Medical image classifiers can be accurate while still being unsafe to use when their confidence values are poorly calibrated or when their predictions are communicated in language that overstates diagnostic certainty. This paper presents an uncertainty-aware medical vision-language classification workflow for lightweight 28×28 biomedical images. The target setting is MedMNIST-style classification, where images are standardized to small spatial sizes and where compact CNN, residual, and transformer models can be trained on ordinary hardware. The official MedMNIST v2 collection contains 12 two-dimensional and 6 three-dimensional biomedical image subsets; however, the execution environment used for this manuscript could read the official documentation but could not fetch binary Zenodo files. Three lightweight models were trained and evaluated across three random seeds: a 53,380-parameter CNN, a 392,092-parameter tiny residual network, and a 77,956-parameter tiny Vision Transformer. Each model used the same 2,240/320/640 train/validation/test split, AdamW optimization, and validation-set temperature scaling. The evaluated metrics were top-1 accuracy, macro one-vs-rest ROC-AUC, negative log likelihood, multiclass Brier score, expected calibration error, predictive entropy, and confusion-matrix/class-level metrics.
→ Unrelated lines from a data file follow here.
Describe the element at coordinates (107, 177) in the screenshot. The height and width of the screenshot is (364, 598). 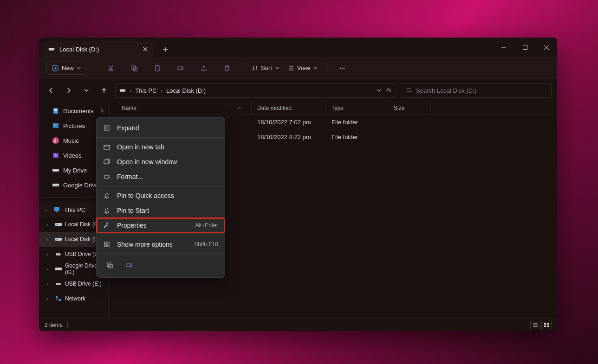
I see `format-icon` at that location.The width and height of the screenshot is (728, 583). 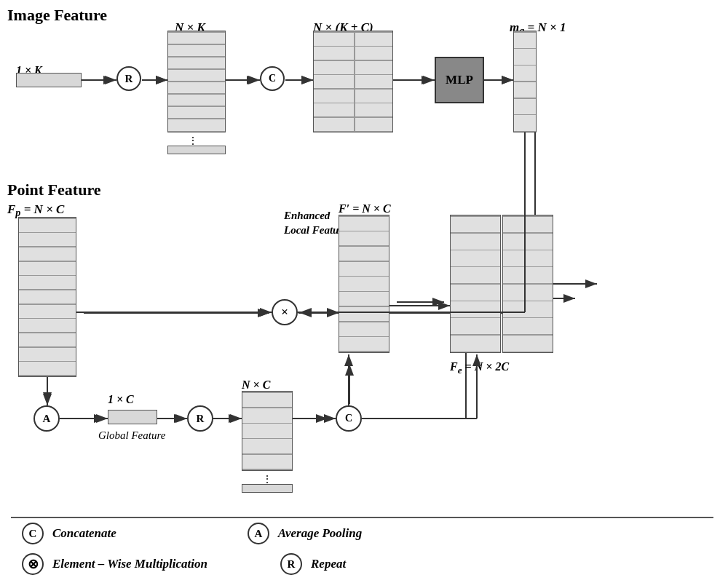 I want to click on repeat-circle-top: R, so click(x=129, y=79).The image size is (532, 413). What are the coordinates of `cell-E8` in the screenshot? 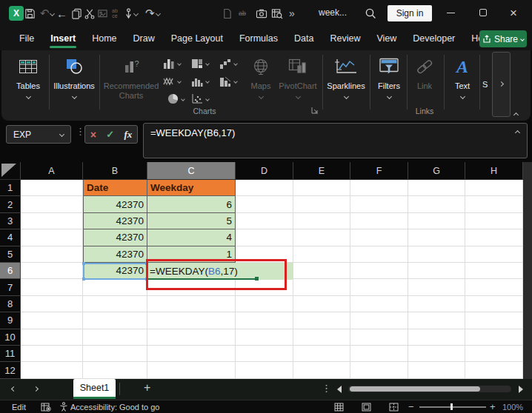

TinyViT achieved the highest mean calibrated top-1 accuracy, 0.9906 ± 0.0016, while SmallCNN achieved the best mean macro ROC-AUC, 0.9993 ± 0.0005, and the best mean post-calibration ECE, 0.0115 ± 0.0028. Temperature scaling reduced ECE for all models, with reductions of 0.1153 for SmallCNN, 0.0853 for TinyResNet, and 0.1189 for TinyViT. A deterministic language-card module converted calibrated predictions into patient-friendly decision-support text that explicitly includes confidence, uncertainty, visual cue wording, and a non-diagnostic safety caveat.
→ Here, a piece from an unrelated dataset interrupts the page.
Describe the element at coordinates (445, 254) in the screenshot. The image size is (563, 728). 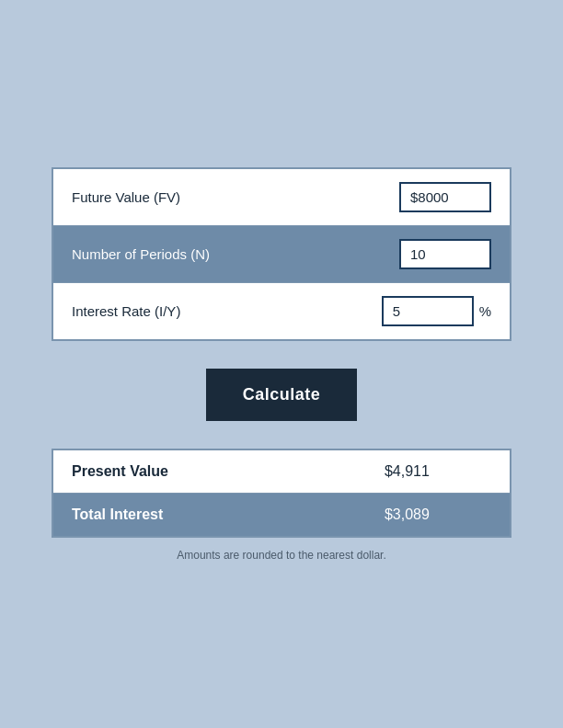
I see `periods-input` at that location.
Language-Guided Feature Selection for DDoS and Intrusion Detection on CICIDS2017 Yunhe Li; Shenghan Lu
Journal of Technology Informatics and Engineering Vol. 4 No. 1 (2025): APRIL | JTIE : Journal of Technology Informatics and Engineering
Publisher : University of Science and Computer Technology

Show Abstract | Download Original | Original Source | Check in Google Scholar | DOI: 10.51903/jtie.v4i1.531

Abstract

This paper reports a complete empirical study of language-guided feature selection for DDoS and intrusion detection on the CICIDS2017 MachineLearningCSV flow data. The central question is whether an LLM-style semantic reading of CICFlowMeter feature names can reduce the feature set while preserving detection performance and lowering false alarms. The experiment used the eight labeled CICIDS2017 CSV sessions, removed only non-finite numeric rows, and retained 2,827,876 flows with 78 original numeric features. A semantic feature screen selected 32 features describing service context, duration, packet and byte volume, flow rates, inter-arrival timing, TCP flags, window sizes, and active/idle behavior. The evaluation compared all features with the language-selected set under full-corpus binary and multiclass stochastic logistic regression, DDoS-specific Random Forest, DDoS-specific stochastic logistic regression, and a compact multilayer perceptron. The best DDoS result was obtained by Random Forest with the selected features: F1 = 0.999896, false-positive rate = 0.000068, and eight errors on 67,714 test flows. The selected features reduced the DDoS Random Forest training time by 23.78% and reduced full-corpus SGD training time by about one half, although the full feature set was stronger for the full binary linear model. Ablation showed that TCP flag/window and destination-port semantics produced the largest DDoS degradation when removed. The findings support language-guided feature selection as a practical compression step for latency-sensitive DDoS mitigation, while retaining all features remains advisable for broad multiclass intrusion detection when a linear learner is used.